I encountered this earlier today at an unknown road to me and despite the car on the left being fully stopped, I wasn't sure whether I could continue normally or slow/stop at the stripes.
It does not appear to have these, though. Traffic lights with no green light. (The picture if from google street walk, not a crude cut and paste exercise of mine, as it might seem) . .
At an intersection with lights as you describe it is sometimes used to indicate that in heavy traffic you should not cross that line if you cannot clear the intersection, as if the light changes you will block the traffic.
One would think that this would be self evident, I am apparently mistaken.
The little white triangles indicate 'slow down / caution' and not 'stop'. A thick white line would indicate stop. The triangles are usually placed before you enter a road / zone where you do not have priority.
In your case, maybe you were entering one these zones, and so, the driver to your left may have stopped to let you pass, since the 'priority from the right' rule applies -EXCEPT - in a roundabout where the priority is from the left.
The point was to provide a good, well detailed start to newcomers attempting the theory test.
I find it funny that there's a section in there about driving on the pavement - "give way to pedestrians". It's not unusual for me to have to get out of the way of cars or vans driving on the pavement(sidewalk)
In the OPs first example it looks to me more like a roundabout. If it's a main road and the car wants to turn into a side road then I believe they should give way to any pedestrian already crossing the road, however we were almost run down today(we had to get out of the way) in this situation by a black Mercedes with diplomatic plates.
One of the strangest things here in Switzerland is the rule that you should indicate to go around a corner (with an intersection) even if you're not actually turning off that road.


Your goal »
Every line of the entries below from the one containing "This screenshot has width=596, height=284." to the one containing "What do you see at coordinates (381, 65)", both ends included, must be written out exactly. No other line belongs in the answer.

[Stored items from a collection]
········
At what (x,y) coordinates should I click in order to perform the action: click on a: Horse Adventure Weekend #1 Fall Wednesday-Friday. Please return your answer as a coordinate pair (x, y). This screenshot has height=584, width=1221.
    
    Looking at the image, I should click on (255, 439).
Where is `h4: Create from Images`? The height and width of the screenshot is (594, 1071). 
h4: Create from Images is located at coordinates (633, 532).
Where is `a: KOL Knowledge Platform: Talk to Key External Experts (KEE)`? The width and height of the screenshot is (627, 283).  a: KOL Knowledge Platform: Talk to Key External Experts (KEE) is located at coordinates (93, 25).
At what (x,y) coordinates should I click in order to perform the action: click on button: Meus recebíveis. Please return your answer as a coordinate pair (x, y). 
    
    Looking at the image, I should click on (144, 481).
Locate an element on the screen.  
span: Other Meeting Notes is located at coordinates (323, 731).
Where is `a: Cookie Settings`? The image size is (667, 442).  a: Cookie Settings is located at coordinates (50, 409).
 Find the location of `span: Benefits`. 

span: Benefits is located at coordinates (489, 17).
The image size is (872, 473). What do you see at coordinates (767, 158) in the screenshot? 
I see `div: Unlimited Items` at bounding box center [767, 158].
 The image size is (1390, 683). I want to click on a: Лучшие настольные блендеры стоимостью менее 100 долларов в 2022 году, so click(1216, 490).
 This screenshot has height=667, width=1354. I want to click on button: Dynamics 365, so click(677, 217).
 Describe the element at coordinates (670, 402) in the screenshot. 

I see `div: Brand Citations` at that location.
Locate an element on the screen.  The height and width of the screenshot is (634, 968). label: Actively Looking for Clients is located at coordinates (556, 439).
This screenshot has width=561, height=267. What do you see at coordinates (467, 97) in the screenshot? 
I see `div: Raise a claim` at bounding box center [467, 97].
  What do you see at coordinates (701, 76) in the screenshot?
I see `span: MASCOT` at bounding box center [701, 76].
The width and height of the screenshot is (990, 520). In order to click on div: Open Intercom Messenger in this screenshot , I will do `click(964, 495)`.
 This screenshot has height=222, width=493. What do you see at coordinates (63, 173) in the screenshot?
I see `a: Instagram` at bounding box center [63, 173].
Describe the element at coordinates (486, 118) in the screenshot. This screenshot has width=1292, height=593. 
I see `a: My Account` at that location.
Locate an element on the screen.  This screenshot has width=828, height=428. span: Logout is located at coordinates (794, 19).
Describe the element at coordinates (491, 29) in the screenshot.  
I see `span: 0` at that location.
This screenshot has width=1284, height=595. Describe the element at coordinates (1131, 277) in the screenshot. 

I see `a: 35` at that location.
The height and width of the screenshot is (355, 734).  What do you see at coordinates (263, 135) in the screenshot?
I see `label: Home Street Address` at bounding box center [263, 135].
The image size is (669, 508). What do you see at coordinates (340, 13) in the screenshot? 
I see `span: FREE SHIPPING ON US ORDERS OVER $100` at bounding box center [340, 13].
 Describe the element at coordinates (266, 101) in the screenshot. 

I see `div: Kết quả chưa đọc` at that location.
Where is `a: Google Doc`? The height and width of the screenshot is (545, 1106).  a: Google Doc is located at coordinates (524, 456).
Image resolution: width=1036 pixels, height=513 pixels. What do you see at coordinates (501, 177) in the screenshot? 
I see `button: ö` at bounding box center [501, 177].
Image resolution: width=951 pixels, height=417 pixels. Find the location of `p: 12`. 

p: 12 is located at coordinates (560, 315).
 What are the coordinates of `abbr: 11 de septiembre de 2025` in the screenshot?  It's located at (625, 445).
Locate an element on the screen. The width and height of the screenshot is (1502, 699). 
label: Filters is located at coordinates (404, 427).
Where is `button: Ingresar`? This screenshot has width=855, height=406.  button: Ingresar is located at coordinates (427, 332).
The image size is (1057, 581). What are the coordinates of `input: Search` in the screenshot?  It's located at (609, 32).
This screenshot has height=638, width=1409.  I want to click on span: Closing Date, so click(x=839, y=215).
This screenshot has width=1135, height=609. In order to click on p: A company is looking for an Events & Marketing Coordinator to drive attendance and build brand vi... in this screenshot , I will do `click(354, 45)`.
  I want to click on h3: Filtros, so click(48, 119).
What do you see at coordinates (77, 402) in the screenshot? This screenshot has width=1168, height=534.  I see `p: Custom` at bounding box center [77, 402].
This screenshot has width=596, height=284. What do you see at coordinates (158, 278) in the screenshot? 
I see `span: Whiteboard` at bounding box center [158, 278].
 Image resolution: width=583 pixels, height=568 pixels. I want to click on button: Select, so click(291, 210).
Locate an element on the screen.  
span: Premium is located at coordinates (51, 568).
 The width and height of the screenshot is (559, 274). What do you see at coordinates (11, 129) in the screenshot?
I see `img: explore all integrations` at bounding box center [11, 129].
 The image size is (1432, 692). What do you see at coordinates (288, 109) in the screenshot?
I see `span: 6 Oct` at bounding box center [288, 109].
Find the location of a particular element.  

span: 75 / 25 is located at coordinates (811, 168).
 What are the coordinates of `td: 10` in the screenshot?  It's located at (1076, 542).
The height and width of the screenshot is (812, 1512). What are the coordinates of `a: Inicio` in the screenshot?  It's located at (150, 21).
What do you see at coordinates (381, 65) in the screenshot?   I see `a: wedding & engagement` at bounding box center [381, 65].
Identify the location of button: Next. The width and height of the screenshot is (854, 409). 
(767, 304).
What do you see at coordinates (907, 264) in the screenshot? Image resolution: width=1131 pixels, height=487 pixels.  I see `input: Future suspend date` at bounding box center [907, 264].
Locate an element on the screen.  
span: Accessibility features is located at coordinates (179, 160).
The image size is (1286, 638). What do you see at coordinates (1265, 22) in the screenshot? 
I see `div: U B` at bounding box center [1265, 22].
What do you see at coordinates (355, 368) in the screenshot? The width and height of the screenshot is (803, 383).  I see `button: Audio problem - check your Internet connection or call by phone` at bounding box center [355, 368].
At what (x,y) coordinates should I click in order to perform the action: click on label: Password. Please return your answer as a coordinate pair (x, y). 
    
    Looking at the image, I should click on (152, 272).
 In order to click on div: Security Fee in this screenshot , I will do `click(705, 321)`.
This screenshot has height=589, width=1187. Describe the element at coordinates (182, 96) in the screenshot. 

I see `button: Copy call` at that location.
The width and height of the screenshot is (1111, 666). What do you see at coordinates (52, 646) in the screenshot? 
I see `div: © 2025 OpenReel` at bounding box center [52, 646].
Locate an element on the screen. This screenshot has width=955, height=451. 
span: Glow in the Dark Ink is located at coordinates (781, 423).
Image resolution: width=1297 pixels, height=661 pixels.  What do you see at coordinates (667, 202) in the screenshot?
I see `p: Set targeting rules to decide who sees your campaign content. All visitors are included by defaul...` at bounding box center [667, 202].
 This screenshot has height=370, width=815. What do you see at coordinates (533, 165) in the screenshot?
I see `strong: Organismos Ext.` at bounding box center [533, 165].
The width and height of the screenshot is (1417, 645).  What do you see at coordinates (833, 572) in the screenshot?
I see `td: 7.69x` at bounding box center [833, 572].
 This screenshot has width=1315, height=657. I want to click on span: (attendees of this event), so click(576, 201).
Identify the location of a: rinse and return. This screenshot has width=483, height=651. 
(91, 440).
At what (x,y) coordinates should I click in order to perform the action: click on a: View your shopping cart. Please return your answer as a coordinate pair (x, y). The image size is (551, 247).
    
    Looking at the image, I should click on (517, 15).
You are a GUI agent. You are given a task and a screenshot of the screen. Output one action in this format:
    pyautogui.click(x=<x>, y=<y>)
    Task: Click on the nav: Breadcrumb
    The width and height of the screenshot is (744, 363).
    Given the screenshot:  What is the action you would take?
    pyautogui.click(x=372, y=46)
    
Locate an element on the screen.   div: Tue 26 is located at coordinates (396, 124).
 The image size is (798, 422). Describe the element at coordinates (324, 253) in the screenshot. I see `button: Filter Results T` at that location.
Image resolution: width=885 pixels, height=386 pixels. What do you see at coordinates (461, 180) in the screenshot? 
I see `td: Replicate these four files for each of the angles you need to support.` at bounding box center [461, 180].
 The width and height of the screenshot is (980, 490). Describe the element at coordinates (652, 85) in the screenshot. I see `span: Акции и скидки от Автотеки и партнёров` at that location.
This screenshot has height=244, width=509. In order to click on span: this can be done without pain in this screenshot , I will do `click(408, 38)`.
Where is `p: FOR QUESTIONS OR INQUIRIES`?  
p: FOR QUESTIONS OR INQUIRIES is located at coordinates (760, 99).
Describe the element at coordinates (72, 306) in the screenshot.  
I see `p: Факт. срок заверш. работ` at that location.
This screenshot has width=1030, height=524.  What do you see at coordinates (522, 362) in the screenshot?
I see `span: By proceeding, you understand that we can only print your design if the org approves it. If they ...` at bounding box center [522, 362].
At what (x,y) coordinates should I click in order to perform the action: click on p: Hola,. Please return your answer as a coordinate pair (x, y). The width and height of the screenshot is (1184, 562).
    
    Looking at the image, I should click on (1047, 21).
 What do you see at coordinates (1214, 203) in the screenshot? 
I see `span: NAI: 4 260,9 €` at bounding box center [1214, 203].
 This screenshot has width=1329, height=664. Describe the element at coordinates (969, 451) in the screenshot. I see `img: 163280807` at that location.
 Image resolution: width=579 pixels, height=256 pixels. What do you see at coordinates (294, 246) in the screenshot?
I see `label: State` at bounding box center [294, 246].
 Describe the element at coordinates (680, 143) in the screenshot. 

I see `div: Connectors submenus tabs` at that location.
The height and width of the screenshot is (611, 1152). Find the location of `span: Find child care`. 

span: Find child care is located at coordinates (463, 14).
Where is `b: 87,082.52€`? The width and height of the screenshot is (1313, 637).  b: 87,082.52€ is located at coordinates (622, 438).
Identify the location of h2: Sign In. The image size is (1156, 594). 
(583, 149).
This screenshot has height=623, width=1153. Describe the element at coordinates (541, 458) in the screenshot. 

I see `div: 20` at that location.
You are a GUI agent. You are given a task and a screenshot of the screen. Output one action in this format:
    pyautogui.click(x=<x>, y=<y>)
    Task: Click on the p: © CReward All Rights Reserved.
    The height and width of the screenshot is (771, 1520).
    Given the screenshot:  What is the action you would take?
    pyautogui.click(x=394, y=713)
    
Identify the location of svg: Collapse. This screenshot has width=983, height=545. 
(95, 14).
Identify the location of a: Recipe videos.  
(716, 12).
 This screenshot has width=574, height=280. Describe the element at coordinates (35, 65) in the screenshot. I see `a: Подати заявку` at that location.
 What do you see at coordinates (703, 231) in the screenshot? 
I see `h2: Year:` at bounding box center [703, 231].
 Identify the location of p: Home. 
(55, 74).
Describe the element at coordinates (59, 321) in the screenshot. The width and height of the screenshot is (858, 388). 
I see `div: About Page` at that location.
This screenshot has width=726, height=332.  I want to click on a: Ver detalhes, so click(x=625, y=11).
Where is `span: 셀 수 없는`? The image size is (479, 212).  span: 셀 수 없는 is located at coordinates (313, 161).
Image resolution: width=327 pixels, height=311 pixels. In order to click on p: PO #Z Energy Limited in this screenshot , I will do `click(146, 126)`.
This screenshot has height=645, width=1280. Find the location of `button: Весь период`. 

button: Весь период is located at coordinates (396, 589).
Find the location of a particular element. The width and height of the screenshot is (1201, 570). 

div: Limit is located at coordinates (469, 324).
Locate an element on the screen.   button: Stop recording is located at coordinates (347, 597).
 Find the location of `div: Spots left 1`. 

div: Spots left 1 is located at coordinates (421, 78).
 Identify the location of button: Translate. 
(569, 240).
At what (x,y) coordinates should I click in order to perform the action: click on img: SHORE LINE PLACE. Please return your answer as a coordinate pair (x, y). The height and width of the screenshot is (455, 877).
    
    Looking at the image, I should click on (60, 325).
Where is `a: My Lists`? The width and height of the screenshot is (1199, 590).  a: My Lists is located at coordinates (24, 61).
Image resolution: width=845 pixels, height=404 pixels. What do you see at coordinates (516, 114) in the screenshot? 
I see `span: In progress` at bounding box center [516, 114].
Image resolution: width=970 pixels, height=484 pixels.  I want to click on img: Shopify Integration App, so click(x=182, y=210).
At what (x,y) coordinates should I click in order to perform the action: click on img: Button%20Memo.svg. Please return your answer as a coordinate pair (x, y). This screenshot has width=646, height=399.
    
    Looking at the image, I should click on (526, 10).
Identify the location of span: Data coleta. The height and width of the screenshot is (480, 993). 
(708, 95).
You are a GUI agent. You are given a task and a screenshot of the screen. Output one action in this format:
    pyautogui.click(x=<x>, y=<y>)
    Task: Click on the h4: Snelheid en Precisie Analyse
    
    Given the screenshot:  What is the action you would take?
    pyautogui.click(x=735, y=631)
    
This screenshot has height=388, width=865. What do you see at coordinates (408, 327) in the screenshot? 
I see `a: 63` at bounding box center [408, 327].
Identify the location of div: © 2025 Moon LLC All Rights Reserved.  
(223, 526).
········
Answer below »
This screenshot has width=596, height=284. What do you see at coordinates (158, 278) in the screenshot? 
I see `span: Whiteboard` at bounding box center [158, 278].
 Image resolution: width=583 pixels, height=568 pixels. I want to click on button: Select, so click(291, 210).
Locate an element on the screen.  
span: Premium is located at coordinates (51, 568).
 The width and height of the screenshot is (559, 274). What do you see at coordinates (11, 129) in the screenshot?
I see `img: explore all integrations` at bounding box center [11, 129].
 The image size is (1432, 692). What do you see at coordinates (288, 109) in the screenshot?
I see `span: 6 Oct` at bounding box center [288, 109].
Find the location of a particular element.  

span: 75 / 25 is located at coordinates (811, 168).
 What are the coordinates of `td: 10` in the screenshot?  It's located at (1076, 542).
The height and width of the screenshot is (812, 1512). What are the coordinates of `a: Inicio` in the screenshot?  It's located at (150, 21).
What do you see at coordinates (381, 65) in the screenshot?   I see `a: wedding & engagement` at bounding box center [381, 65].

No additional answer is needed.